I’m surprised that I’m so upset over a pretty minor thing, but it’s bugging me, so I’m going to write about it. I’m really upset about how the media is covering the Biden dogs, and especially Major and his ongoing issues.
Here’s the thing: rescue animals have problems. Even the most well-adjusted rescue pet has had to deal with the trauma of being taken from where they were and placed in the shelter or rescue facility. When you disrupt their daily lives, those issues are going to come back into play.
A few years ago, in the span of 6 weeks, we lost our pair of tabby cat brothers, Connor and Liam, to old age. Liam was a few months shy of his 19th birthday, and Connor was only 10 days from his 19th birthday. They were rescues only in the sense that they came from the vet once they were weaned (their mother cat died giving birth to the litter) and then raised by my husband. They were 6 years old when I first met them, and I grew really attached to them and was devastated when we lost them both so close to each other.
In time I returned as a volunteer to the shelter I like to support and resumed socializing young cats and adult cats with behavioral issues. When I went into “the kitten room” the first kitten I met was Finn, then known as Iggy. He was so large that at first I thought he was a momma cat that needed to be kept near her delicate kittens. I also met his sister Rey, then known as Sissy, because she parked herself next to me on the bench and kept poking me whenever I stopped petting her.
We don’t really know what happened to them before they came to the shelter as they were left in a carrier tied to the fence around the facility. That road hosts a lot of tractor trailer traffic, so you can draw your own conclusions as to how they react to noise now. From the note in their carrier we know they were abandoned by a breeder and it’s easy to see why they were abandoned—Finn has a white spot on his belly and Rey was clearly the runt of the litter: very small, little coordination, and definitely behind in her progress. Finn is a Russian Blue and Rey is a Russian Black. His white spot and her slow progress meant no one would breed or pay an exorbitant price for either of them–which is why you should adopt, not shop.
In addition, Finn was easily overstimulated, which was characterized as his having a bad temper. He was just a super-loving kitty who loves to be petted, but back then could not actually handle a lot of petting. In the shelter setting this meant he swiped at people who gave him the attention he craved. I had been a volunteer there long enough to know that he’d never get adopted with that behavior, and if he never left the shelter, his shy and struggling sister wouldn’t either. So I brought my husband in to meet them. Rey immediately jumped in his lap. We brought them home a few days later.
Rey has since filled out, gained confidence and strength, and is a lively, loving kitty who will nip you if you make too much noise. Finn is now a cat you can pay a ton of attention to without fear of getting scratched. It took a good bit of time to redirect his energy from being focused on you and what he wanted from you to do for him right now, to being focused on a toy, and then on toys he could entertain himself with. He’s learned to use his tail to signal to us that he’s growing agitated with how we’re petting him, and if we forget he doesn’t like it if you put your arm across him while he’s lying on his side, he gently pushes your arm away with his back feet instead of scratching you. He’s so sweet now that he climbs under the covers and sleeps with me on cold nights, only occasionally poking me with a claw if I roll over too far.
I think about Finn when I read about Major Biden. Major is a good dog. He doesn’t have a temper—he has a problem with being overstimulated. And there are too many unfamiliar people around him and he doesn’t have his own Person to look after him during the day. When Finn was a crazy kitten, I made a point to cuddle up with him every day—to pet him and handle him to make up for the months of socialization he didn’t have during his long shelter transition—so he knew he had me to come to when he was scared or thinking about acting out.
Instead of using Major’s issues as a teaching moment for people who don’t understand dogs, the press is using them to bash the Bidens. On Wednesday the big news was that one of the dogs pooped on a floor in the White House. (Remember the furor when President Obama’s dogs did the same thing? You don’t? I wonder why that is.)
On Tuesday, Lester Holt accepted the Edward R. Murrow Lifetime Achievement Award and said this:
I really don’t know if our media wants to do the work to drop the “both sides” nonsense. The same media that spent years trying to normalize the previous president* is both-sidesing the increasingly-popular Biden by trying to paint him as a bad pet parent with dire implications for the future of this nation. I can train a problem cat. I have no idea how to fix our broken news media.
I’ll let Norah Jones take it from here.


Action item =
An exact copy of every entry is needed, without the pictures.

---- The data

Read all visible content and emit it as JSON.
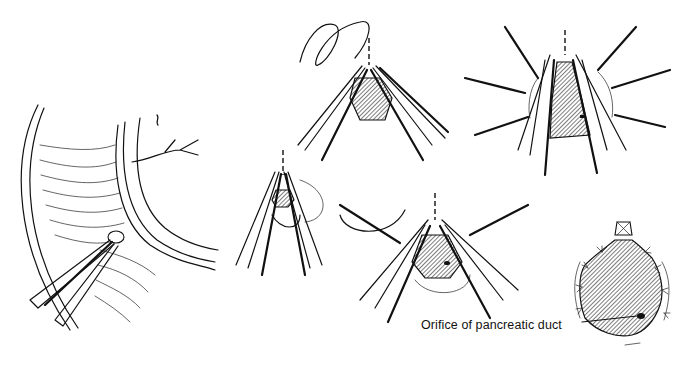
{
  "figure": {
    "panels": [
      {
        "id": "panel-1",
        "name": "duodenum-incision-with-forceps"
      },
      {
        "id": "panel-2",
        "name": "forceps-incision-small"
      },
      {
        "id": "panel-3",
        "name": "suture-placement"
      },
      {
        "id": "panel-4",
        "name": "forceps-extended-incision"
      },
      {
        "id": "panel-5",
        "name": "radiating-stay-sutures"
      },
      {
        "id": "panel-6",
        "name": "completed-sphincteroplasty"
      }
    ],
    "labels": {
      "pancreatic_duct": "Orifice of pancreatic duct"
    },
    "colors": {
      "ink": "#111111",
      "background": "#ffffff"
    }
  }
}
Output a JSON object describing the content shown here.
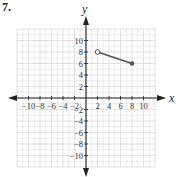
{
  "problem_label": "7.",
  "chart_data": {
    "type": "line",
    "title": "",
    "xlabel": "x",
    "ylabel": "y",
    "xlim": [
      -12,
      12
    ],
    "ylim": [
      -12,
      12
    ],
    "grid": true,
    "x_ticks": [
      -10,
      -8,
      -6,
      -4,
      -2,
      2,
      4,
      6,
      8,
      10
    ],
    "y_ticks": [
      10,
      8,
      6,
      4,
      2,
      -2,
      -4,
      -6,
      -8,
      -10
    ],
    "series": [
      {
        "name": "segment",
        "points": [
          {
            "x": 2,
            "y": 8,
            "marker": "open"
          },
          {
            "x": 8,
            "y": 6,
            "marker": "closed"
          }
        ]
      }
    ]
  },
  "colors": {
    "grid": "#d9d9d9",
    "axis": "#222222",
    "segment": "#555555"
  }
}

--------

Result of the exercise =
Read all visible content and emit it as JSON.
{
  "figure": {
    "panels": [
      {
        "id": "panel-1",
        "name": "duodenum-incision-with-forceps"
      },
      {
        "id": "panel-2",
        "name": "forceps-incision-small"
      },
      {
        "id": "panel-3",
        "name": "suture-placement"
      },
      {
        "id": "panel-4",
        "name": "forceps-extended-incision"
      },
      {
        "id": "panel-5",
        "name": "radiating-stay-sutures"
      },
      {
        "id": "panel-6",
        "name": "completed-sphincteroplasty"
      }
    ],
    "labels": {
      "pancreatic_duct": "Orifice of pancreatic duct"
    },
    "colors": {
      "ink": "#111111",
      "background": "#ffffff"
    }
  }
}
Output a JSON object describing the content shown here.
{
  "problem_label": "7.",
  "chart_data": {
    "type": "line",
    "title": "",
    "xlabel": "x",
    "ylabel": "y",
    "xlim": [
      -12,
      12
    ],
    "ylim": [
      -12,
      12
    ],
    "grid": true,
    "x_ticks": [
      -10,
      -8,
      -6,
      -4,
      -2,
      2,
      4,
      6,
      8,
      10
    ],
    "y_ticks": [
      10,
      8,
      6,
      4,
      2,
      -2,
      -4,
      -6,
      -8,
      -10
    ],
    "series": [
      {
        "name": "segment",
        "points": [
          {
            "x": 2,
            "y": 8,
            "marker": "open"
          },
          {
            "x": 8,
            "y": 6,
            "marker": "closed"
          }
        ]
      }
    ]
  },
  "colors": {
    "grid": "#d9d9d9",
    "axis": "#222222",
    "segment": "#555555"
  }
}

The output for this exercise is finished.